Natural selection urban-style.

This was one neighborhood that had been transformed significantly. In the last quarter of the twentieth century, South of Houston had grown from sooty industrial to professional and chic and artsy.

Change …

One of the most significant had been what he was looking at now: the Holland Tunnel, which had required a massive redevelopment of the neighborhood to make way for the ventilation towers and approach routes.

His eyes rose to the entrance. His father had been a boy when the tunnel opened in the late 1920s, and Harrow Senior had grown fascinated with the project the way other boys then loved dirigibles and cowboys and the Dodgers. The man regaled his son with stories about the tunnel’s creation. Shields, like massive tin cans, dug through the earth beneath the river from both sides of the adjoining states. Those moving from New Jersey east were faster,as they had to push through ground that was mostly mud, the consistency of toothpaste. The sandhogs—tunnel workers—from the New York side had to contend with rock. Because of concerns about water and mud seeping into the tunnels during construction, the working areas were kept under high pressure and the sandhogs had to go through decompression after their shifts like scuba divers so they didn’t suffer from the bends.

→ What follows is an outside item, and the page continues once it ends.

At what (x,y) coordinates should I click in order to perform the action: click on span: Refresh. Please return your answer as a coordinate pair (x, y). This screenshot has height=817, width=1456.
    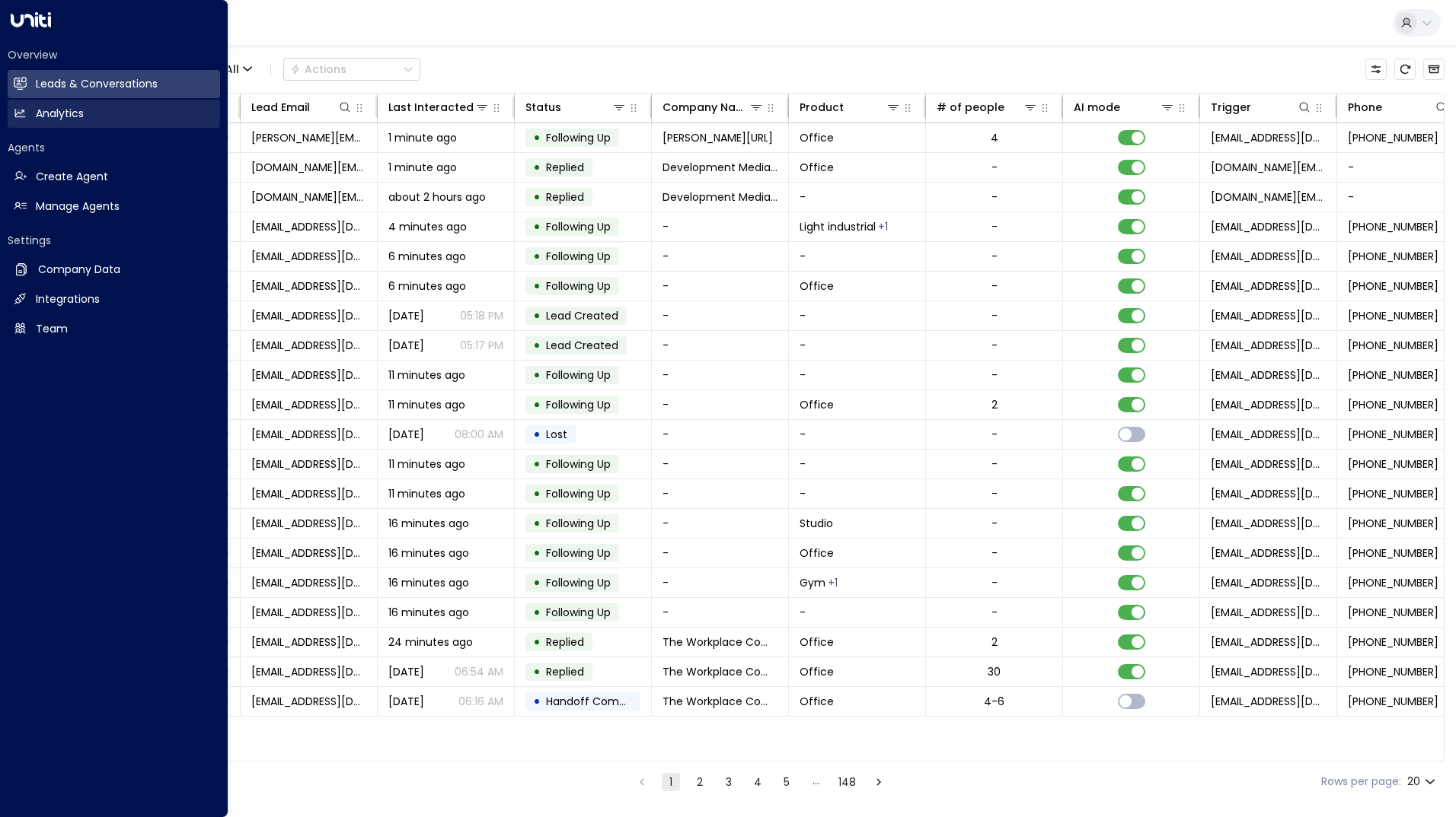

While Harrow was not troubled about the concept of a city molting its old skin, he wasn’t pleased that one of the buildings going up nearby would cut off his view of the Palisades.

On the other hand, it might be residential, and the thought of what he might catch a glimpse of around a swimming pool made up for the altered vista of nature.

“Let’s hope for residential,” he said, sipping more cool coffee.

Rimbaud, sitting on a nearby perch, did not weigh in, occupied, as he was, with feather preening.